Social apartheid refers to de facto segregation on the basis of class or economic status, in which an underclass is forced to exist separated from the rest of the population.[1] The word "apartheid", originally an afrikaans word meaning "separation", gained its current meaning during the South African apartheid that took place between 1948 and early 1994, in which the government declared certain regions as being "for whites only", with the black population forcibly relocated to remote designated areas.
Contents |
Typically a component in social apartheid, urban apartheid refers to the spatial segregation of minorities to remote areas. In the context of the South African apartheid, this is defined by the reassignation of the four racial groups defined by the Population Registration Act of 1950, into group areas as outlined by the Group Areas Act of 1950.[2] Outside of the South African context, the term has also come to be used to refer to ghettoization of minority populations in cities within particular suburbs or neighbourhoods.
The term has become common in Latin America in particular in societies where the polarization between rich and poor has become pronounced and has been identified in public policy as a problem that needs to be overcome, such as in Venezuela where the supporters of Hugo Chavez identify social apartheid as a reality which the wealthy try to maintain[3] and Brazil, where the term was coined to describe a situation where wealthy neighbourhoods are protected from the general population by walls, electric barbed wire and private security guards[4] and where inhabitants of the poor slums are subjected to violence.[5]
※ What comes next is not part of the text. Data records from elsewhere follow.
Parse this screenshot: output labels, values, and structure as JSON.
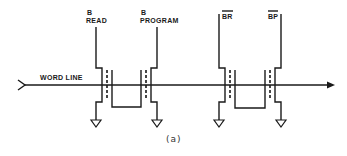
{
  "diagram": {
    "caption": "(a)",
    "word_line_label": "WORD LINE",
    "lines": {
      "read": {
        "top": "B",
        "bottom": "READ"
      },
      "program": {
        "top": "B",
        "bottom": "PROGRAM"
      },
      "br": {
        "label": "BR",
        "overline": true
      },
      "bp": {
        "label": "BP",
        "overline": true
      }
    },
    "colors": {
      "ink": "#1a1a1a",
      "background": "#ffffff"
    }
  }
}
The Cuban government has been accused of creating an apartheid system, which whould be the only de facto and de jure apartheid system in Latinoamerica. Specifically, the government recognizes three groups of people with rights not granted to the others. Foreigners have rights not granted to Cubans: they can own houses and land. They can legally buy some electronics, and services such as internet, satellite TV and mobile phones. Ordinary Cubans are barred from the best hotels, beaches, shops and restaurants and cannot move inside the country or travel abroad without permission from the government. The government in practice grants permits to travel abroad, based in affinity to the regime and denies them to those who are not affine to the regime. The third group, Cubans residing abroad, can enter hotels and shops, but cannot own private property or remain in the country for more than a month as visitors. They cannot move back to Cuba as permanent residents or for retirement. Ordinary Cubans are sometimes even criminalized for approaching and talking to tourists.
The term social apartheid has also been used to explain and describe the ghettoization of Muslim immigrants to Europe in impoverished suburbs[6] and as a cause of rioting and other violence. A notable case is the social situation in the French suburbs, in which largely impoverished Muslim immigrants being concentrated in particular housing projects, and being provided with an inferior standard of infrastructure and social services.[7] The issue of urban apartheid in France was highlighted as such in the aftermath of the 2005 civil unrest in France.[8] It has also be used to describe the segregation in Northern Ireland.
In South Africa, the term "social apartheid" has been used to describe persistent post-apartheid forms of exclusion and de facto segregation which exist based on class but which have a racial component because the poor are almost entirely black Africans.[9][10] "Social apartheid" has been cited as a factor in the composition of HIV/AIDS in South Africa.[11]